China is conducting what a top US military officer called a breathtaking expansion and modernization of its nuclear and conventional forces. An October 2024 Defense Intelligence Agency report estimated that by 2030, “China will have more than 1,000 operational nuclear warheads, most of which will be fielded on systems capable of ranging the continental United States.”Meanwhile, Russia maintains the largest foreign nuclear stockpile in the world and is actively modernizing its arsenal to be able to circumvent US missile defenses.North Korea and Iran have been busy improving their ballistic missile inventories, as the latter continues inching closer to a nuclear weapons capability.How can the United States deter these growing threats and protect American lives?
--------
1:02:57
Dealing with Tehran
Last week, Abbas Araghchi, the foreign minister of the Islamic Republic of Iran, said that talks with the Trump administration appear to be going well.This tells host Cliff May that from an American perspective, the talks are going badly.President Trump has said that America’s goal is the “full dismantlement” of the regime’s nuclear weapons program, including its capacity to produce missiles that could deliver nuclear warheads to targets anywhere in the world.Mr. Araghchi’s goal is to prevent President Trump from achieving his goal. Who are you betting on?Cliff asks Reuel Marc Gerecht and Ray Takeyh, who just wrote a piece together in Politico arguing that sanctions and maximum pressure have never made the clerical regime abandon its nuclear ambitions.Which raises the question: What will?
--------
54:53
Where in the World is Admiral Mark Montgomery?

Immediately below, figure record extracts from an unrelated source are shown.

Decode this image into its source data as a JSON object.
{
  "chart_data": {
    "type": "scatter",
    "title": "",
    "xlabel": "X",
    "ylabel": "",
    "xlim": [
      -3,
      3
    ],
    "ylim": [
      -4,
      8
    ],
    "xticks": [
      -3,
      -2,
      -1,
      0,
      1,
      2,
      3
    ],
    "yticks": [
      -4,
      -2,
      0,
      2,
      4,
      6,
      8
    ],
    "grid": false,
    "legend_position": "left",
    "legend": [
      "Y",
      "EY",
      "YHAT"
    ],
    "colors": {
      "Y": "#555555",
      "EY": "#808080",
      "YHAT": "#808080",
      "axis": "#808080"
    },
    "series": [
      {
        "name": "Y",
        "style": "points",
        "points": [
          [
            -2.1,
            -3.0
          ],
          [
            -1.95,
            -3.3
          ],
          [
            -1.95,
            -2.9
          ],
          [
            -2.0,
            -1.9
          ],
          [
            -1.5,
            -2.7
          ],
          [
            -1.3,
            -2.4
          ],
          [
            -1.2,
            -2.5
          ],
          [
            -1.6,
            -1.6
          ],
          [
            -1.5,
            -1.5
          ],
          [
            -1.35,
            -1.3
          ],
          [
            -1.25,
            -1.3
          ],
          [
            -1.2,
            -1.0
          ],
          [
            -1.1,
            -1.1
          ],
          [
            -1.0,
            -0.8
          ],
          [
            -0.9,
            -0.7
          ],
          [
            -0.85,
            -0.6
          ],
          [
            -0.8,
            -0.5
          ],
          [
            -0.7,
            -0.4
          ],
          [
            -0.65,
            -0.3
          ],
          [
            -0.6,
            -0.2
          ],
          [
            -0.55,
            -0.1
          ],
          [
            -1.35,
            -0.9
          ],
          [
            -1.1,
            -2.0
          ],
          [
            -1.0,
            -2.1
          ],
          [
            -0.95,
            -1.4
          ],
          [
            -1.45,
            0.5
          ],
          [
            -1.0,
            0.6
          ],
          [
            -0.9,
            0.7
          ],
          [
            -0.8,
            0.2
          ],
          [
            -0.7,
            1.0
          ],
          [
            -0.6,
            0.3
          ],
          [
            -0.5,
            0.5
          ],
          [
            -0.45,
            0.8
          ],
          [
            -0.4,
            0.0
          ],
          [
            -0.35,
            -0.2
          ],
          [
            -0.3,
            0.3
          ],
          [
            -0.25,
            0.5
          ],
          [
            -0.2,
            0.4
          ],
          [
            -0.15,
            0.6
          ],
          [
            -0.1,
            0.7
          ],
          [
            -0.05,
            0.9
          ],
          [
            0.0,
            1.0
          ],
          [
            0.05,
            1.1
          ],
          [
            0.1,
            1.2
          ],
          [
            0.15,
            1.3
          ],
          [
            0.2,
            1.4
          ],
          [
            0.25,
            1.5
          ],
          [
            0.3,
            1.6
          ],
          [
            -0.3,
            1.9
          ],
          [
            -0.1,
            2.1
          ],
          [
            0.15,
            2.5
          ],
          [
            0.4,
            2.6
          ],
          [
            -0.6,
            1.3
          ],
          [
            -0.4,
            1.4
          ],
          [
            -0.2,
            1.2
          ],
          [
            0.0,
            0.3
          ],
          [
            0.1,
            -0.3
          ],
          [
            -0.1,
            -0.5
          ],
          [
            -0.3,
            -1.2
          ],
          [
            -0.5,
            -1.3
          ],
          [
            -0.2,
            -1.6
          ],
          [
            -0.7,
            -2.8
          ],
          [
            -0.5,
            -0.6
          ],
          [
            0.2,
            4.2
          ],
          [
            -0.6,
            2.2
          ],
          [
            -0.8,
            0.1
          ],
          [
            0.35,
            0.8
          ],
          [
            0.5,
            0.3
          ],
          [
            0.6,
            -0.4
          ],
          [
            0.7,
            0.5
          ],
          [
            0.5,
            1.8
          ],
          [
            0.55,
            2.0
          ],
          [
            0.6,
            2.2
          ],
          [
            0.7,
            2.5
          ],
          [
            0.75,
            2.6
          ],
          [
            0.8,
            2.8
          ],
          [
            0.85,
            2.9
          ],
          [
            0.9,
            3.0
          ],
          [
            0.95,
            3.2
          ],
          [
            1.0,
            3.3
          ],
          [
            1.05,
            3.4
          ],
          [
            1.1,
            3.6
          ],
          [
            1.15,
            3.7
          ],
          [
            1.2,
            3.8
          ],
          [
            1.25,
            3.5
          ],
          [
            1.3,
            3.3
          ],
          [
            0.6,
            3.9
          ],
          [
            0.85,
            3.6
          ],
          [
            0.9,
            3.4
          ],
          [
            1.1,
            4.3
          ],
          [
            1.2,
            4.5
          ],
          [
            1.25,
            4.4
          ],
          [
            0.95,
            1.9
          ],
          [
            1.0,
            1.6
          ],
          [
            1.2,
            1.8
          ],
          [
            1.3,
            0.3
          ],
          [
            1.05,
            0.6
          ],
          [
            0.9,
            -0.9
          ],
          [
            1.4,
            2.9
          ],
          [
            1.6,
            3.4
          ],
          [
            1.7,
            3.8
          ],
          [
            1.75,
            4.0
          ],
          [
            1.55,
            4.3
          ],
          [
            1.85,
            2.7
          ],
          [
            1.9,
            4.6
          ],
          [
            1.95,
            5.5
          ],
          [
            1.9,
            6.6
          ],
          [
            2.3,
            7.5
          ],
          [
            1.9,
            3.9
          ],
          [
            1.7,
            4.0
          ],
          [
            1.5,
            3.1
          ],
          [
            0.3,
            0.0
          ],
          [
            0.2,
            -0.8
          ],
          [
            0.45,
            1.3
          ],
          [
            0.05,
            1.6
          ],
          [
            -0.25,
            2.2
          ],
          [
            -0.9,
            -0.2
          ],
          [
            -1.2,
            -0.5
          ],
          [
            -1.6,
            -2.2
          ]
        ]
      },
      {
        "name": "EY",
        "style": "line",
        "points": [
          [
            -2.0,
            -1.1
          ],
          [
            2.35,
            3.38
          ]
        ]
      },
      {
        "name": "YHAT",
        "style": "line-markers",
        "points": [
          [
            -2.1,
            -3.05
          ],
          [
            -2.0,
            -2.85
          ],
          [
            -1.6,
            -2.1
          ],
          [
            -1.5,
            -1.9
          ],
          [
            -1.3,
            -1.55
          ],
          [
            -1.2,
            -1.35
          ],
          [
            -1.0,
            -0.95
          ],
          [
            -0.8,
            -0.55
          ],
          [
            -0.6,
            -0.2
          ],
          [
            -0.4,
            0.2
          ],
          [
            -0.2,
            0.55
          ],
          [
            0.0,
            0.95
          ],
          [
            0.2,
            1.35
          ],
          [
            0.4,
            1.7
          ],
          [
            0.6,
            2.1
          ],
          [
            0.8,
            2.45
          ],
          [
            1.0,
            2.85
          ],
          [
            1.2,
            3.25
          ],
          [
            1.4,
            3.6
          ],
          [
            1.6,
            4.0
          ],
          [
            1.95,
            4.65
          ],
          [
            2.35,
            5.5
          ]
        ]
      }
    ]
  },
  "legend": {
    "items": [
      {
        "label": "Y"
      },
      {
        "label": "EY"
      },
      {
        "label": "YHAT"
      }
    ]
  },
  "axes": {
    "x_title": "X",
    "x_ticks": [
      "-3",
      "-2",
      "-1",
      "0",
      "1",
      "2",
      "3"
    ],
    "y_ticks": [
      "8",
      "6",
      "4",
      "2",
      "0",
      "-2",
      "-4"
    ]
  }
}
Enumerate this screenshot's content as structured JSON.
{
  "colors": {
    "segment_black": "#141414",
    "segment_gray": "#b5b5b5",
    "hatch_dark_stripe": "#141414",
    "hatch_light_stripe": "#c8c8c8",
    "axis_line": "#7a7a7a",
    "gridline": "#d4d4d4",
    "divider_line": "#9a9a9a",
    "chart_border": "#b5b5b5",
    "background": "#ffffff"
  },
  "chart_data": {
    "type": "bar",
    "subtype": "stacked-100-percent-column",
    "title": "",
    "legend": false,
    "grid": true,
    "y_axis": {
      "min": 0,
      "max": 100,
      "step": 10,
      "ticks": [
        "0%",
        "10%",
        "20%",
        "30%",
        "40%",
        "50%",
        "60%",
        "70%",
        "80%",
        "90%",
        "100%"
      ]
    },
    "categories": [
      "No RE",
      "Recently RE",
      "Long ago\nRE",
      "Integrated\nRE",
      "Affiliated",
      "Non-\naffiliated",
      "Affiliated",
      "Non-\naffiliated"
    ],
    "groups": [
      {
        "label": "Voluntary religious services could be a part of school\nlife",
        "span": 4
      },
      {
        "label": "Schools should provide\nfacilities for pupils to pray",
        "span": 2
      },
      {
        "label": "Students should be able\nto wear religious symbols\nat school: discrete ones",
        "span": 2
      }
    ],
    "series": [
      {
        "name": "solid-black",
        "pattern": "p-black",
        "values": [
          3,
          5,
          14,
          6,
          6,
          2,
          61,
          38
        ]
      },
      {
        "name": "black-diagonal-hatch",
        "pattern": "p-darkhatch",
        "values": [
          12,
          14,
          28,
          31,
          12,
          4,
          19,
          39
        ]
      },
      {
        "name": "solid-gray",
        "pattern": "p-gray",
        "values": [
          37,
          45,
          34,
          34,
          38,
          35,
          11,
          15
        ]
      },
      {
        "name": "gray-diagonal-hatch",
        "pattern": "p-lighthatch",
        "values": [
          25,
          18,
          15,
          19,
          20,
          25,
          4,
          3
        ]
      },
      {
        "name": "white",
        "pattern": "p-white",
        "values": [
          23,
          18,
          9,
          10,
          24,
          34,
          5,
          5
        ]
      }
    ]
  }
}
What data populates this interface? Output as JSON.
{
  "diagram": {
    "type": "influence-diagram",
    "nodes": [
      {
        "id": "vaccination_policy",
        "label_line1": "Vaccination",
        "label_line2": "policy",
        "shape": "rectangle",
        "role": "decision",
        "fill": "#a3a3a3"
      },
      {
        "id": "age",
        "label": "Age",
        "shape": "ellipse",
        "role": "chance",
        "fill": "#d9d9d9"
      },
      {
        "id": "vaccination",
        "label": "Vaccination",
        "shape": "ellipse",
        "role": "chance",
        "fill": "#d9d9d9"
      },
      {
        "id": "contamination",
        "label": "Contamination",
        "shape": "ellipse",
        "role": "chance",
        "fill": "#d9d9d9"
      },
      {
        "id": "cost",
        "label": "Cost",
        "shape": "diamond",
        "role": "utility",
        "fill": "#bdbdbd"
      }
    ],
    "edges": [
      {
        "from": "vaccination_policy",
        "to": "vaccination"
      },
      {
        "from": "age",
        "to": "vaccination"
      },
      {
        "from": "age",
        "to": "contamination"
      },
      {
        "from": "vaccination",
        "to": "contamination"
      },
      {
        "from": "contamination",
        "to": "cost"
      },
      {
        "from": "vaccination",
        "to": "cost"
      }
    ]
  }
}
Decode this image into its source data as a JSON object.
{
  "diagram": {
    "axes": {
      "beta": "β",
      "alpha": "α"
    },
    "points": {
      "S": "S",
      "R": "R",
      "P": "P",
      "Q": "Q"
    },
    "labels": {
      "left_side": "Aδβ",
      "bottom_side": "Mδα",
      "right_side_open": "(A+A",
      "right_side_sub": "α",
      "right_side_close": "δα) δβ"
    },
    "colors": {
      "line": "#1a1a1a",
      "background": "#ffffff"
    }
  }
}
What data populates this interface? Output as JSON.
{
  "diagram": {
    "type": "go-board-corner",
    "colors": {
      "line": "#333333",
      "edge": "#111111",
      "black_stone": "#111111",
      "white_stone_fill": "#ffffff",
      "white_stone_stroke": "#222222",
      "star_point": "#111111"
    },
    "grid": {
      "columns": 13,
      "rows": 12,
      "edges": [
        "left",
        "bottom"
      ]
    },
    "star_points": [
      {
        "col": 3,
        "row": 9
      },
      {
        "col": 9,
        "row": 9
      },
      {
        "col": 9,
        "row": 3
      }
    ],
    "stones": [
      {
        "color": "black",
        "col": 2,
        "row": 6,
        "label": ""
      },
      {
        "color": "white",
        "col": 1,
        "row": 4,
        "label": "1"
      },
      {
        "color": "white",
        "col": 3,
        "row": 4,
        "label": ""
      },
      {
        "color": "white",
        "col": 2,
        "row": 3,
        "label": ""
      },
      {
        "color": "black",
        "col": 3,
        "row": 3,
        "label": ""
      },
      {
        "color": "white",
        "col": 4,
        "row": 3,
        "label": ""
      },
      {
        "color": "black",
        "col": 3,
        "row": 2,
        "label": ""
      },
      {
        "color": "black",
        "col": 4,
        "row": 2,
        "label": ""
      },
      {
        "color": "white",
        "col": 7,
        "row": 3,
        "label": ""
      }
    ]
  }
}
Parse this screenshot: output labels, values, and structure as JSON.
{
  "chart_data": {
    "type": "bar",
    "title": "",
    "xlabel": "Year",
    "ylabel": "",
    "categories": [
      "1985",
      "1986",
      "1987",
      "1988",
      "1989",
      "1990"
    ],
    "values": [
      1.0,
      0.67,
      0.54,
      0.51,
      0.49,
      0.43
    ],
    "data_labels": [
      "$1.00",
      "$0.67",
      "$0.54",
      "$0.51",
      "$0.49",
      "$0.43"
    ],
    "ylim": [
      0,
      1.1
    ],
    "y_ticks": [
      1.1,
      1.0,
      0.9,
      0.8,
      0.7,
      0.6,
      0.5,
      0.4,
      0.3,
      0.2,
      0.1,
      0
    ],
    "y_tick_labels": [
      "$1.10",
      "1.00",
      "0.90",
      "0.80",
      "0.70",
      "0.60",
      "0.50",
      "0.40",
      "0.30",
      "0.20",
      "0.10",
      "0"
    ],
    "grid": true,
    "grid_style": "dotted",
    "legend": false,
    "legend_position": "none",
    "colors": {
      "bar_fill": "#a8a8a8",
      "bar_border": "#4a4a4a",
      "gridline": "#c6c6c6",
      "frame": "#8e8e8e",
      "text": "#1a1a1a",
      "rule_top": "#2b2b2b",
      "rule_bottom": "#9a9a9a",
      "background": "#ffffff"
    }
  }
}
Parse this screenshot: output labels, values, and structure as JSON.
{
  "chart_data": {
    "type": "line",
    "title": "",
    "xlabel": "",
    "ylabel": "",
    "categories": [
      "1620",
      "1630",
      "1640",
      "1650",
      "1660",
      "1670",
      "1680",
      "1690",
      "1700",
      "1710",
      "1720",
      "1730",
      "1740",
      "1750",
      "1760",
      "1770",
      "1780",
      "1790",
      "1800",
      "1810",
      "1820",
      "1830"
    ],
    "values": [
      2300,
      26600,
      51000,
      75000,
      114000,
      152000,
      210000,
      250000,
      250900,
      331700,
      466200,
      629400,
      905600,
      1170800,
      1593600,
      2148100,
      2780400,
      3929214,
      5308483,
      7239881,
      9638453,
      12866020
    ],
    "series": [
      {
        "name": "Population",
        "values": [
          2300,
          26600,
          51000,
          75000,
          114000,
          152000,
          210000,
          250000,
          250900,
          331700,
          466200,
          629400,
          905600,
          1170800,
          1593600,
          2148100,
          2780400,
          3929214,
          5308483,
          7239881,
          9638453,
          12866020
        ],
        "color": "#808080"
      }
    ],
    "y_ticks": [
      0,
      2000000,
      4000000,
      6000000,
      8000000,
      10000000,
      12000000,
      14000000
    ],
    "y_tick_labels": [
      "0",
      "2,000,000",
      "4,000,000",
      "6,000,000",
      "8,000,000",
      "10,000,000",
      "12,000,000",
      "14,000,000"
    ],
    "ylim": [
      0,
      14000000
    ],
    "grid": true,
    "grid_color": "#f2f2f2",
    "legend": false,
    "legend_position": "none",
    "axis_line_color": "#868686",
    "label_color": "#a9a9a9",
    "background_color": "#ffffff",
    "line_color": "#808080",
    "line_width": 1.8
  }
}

According to host Cliff May, "Mark Montgomery is an admirable admiral. Another adjective I’d use to describe him: peripatetic. Which is a fancy way of saying he’s on the road more than Willie Nelson—whom he does not otherwise resemble."Most recently the retired flag officer has been in Lithuania, which on the east shares a border with the Russian vassal state of Belarus, and on the southwest has a border with the Russian oblast of Kaliningrad, which was called Königsberg until Russia took it from Germany following World War II.You start a war and lose that war, you may lose territory. Which is a good segue to Israel, another country Mark has recently visited. Also on the list is Taiwan.And, perhaps most mysteriously, he very recently spent time in an elaborate private wine cellar in California. Which is odd because he’s not much of a drinker. It had something to do with a cyber security conference and... The Godfather?So many mysteries, so little time.
--------
1:00:04
Erdogan, the Neo-Ottoman: Turkish Without the Delight
If you were to visit Turkey years ago, it might’ve felt both Middle Eastern and European. It was Muslim and secular. It was, more or less, free and democratic. Host Cliff May says the food was great, too. Now? Well, he’s told the food is still great. To explain what has happened and what is happening in Turkey, Cliff is joined by his FDD colleague Sinan Ciddi. About SinanSinan is also an Associate Professor of National Security Studies at the Marine Corps University in Quantico. Earlier, Sinan was Executive Director of the Institute of Turkish Studies, based at Georgetown University. He continues to serve as an Adjunct Associate Professor at Georgetown’s School of Foreign Service. He received his doctorate from the School of Oriental and African Studies at the University of London. He’s the author of Kemalism in Turkish Politics: The Republican People’s Party: Secularism and Nationalism.
--------
54:05
Iran's Nuclear Weaponization
Filling in for host Cliff May is FDD CEO and host of The Iran Breakdown, Mark Dubowitz, joined by former Israeli national security advisor Jacob Nagel, now a senior fellow at FDD.Following President Trump’s recent signaling that he's open to nuclear negotiations with the Islamic Republic, Mark and Jacob revisit the flaws of the 2015 Iran nuclear deal and the general complexities of Iran's nuclear program. They discuss Iran's current nuclear capabilities and the implications of the program for regional security—and explain why addressing weaponization and delivery systems in any potential deal is of utmost importance.